In today’s conversation, Drs. Whitebook and Schwartz speak about magic in the history of psychoanalysis, and as it relates to religion, transference, play, and the healing process in general. Enjoy this simply fascinating talk.

 

Key takeaways:

[9:44] Dr. Whitebook talks about what he learned about magic.

[10:28] Enlightenment, magic, and disenchantment.

[14:05] Dr. Whitebook talks about the often denied origins of psychoanalysis.

[15:48] Dr. Whitebook explains the way in which psychoanalysis emerged out of hypnosis.

[17:03] Hypnosis is an example of transference.

[18:15] Psychoanalysis was born because of the way it repudiated suggestion.

[19:55] Drs. Whitebook and Schwartz explore the concept of analytic magic/transference/love.

[21:50] Transference and countertransference as vehicles for insight.

[23:05] Enactment as a way of producing the material that then can be analyzed to achieve  insight.

[25:01] Dr. Winnicott’s criticism of Freud’s notion of illusion.

[28:09] The two principles of mental functioning.

[29:48] Embracing external reality while respecting the forces of enchantment.

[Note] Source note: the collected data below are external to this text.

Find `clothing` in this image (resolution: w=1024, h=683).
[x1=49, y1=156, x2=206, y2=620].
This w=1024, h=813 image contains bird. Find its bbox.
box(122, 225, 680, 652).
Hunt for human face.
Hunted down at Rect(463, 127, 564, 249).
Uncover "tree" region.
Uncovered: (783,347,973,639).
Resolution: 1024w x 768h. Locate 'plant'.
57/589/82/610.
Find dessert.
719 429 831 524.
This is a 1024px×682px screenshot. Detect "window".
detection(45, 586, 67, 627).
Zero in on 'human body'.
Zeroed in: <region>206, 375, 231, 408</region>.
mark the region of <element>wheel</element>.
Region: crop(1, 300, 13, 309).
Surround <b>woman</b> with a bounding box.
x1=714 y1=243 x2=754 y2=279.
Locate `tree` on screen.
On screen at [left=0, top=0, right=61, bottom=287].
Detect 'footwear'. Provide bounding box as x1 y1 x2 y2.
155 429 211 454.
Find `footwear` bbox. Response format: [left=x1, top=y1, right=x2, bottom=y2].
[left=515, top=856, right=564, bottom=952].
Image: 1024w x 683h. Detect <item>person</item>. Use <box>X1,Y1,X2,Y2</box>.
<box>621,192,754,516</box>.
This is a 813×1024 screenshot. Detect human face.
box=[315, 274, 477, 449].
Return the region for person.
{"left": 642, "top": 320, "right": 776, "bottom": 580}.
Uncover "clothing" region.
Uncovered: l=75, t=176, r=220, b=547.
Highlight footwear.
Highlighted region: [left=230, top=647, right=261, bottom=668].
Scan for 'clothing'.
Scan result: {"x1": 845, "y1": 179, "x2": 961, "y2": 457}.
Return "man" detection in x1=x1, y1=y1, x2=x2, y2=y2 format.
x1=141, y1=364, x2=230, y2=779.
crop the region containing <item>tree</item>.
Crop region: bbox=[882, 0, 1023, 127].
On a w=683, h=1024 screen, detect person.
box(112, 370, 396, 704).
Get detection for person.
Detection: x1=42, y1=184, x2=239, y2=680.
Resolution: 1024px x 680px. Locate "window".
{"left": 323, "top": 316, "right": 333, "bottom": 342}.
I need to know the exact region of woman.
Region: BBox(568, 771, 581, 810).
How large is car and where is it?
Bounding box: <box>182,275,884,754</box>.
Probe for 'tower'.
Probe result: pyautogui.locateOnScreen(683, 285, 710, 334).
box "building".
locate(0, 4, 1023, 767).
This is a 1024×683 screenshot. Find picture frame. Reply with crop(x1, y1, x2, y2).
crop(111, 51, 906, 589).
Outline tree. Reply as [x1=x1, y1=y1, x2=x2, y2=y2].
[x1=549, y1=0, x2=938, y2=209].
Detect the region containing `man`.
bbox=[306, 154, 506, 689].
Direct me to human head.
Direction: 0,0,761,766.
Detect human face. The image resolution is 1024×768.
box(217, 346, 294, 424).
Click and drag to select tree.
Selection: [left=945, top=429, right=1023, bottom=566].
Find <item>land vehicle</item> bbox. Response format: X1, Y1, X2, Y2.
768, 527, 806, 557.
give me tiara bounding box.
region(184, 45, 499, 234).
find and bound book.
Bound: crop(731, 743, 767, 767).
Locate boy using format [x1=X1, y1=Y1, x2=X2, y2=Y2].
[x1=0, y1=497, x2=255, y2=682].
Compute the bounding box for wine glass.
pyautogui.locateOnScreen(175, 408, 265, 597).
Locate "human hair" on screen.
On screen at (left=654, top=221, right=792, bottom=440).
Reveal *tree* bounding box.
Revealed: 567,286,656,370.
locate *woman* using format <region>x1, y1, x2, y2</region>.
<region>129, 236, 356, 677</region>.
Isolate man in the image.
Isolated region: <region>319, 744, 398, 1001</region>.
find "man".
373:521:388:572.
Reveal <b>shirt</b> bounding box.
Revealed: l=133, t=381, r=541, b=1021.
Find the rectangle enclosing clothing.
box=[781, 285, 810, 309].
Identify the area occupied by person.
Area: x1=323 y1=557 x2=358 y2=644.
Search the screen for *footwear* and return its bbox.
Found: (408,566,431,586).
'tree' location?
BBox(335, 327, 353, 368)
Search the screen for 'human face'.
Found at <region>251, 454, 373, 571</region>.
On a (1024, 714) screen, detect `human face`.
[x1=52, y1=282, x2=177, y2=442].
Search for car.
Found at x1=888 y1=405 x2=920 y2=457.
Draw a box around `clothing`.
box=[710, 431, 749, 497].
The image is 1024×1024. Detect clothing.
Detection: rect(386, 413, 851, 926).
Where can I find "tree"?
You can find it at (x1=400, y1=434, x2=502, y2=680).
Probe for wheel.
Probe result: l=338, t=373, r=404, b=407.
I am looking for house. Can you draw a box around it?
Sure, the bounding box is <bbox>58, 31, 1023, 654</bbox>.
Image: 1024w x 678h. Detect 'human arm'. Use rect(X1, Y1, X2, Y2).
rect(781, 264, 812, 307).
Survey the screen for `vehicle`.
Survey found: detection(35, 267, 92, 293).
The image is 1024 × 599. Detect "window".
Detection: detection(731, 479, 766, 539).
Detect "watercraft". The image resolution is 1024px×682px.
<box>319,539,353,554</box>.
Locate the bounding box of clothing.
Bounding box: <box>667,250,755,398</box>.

[33:16] The desecularization of the world.

[34:10] Dr. Whitebook talks about how magic is and has been immersed in his work.

[36:20] Dr. Whitebook shares how he tried to untangle Freud’s objections to religions.

[38:25] Freedom of speech occupies a central role in psychoanalysis.

[39:43] Freud, Judaism, and psychoanalysis.

 

Mentioned in this episode:

IPA Off the Couch www.ipaoffthecouch.org 

Learn more about Dr. Joel Whitebook

 

Recommended Readings:

Perversion and Utopia: Studies in Psychoanalysis and Critical Thinking, (Studies in Contemporary German Social Thought), Joel Whitebook

 

Freud: An Intellectual Biography, , Chapters, 8, 9, 11 & 13. Joel Whitebook

 

Slow Magic: Psychoanalysis and the Disenchantment of the World.  Journal of the American Psychoanalytic Association 50, no. 4 (2002): 1197-1217. Joel Whitebook

 

Jacob's Ambivalent Legacy. .American Imago (2010): 139-155. Joel Whitebook

 

Freud on Religion, (Acumen, 2104), Chapt, 4. Marsha Alleen Hewitt

 

Psychoanalysis and Magic: Then and now. American Imago (2009): 471-489. Mikita Brottman

 

Evening in the Palace of Reason: Bach Meets Federick the Great in the Age of Enlightenment, (Harper: 2016). James Gaines (This is a marvelous book that explores the fate of Bach's enchanted world of music when it encountered the Enlightenment.)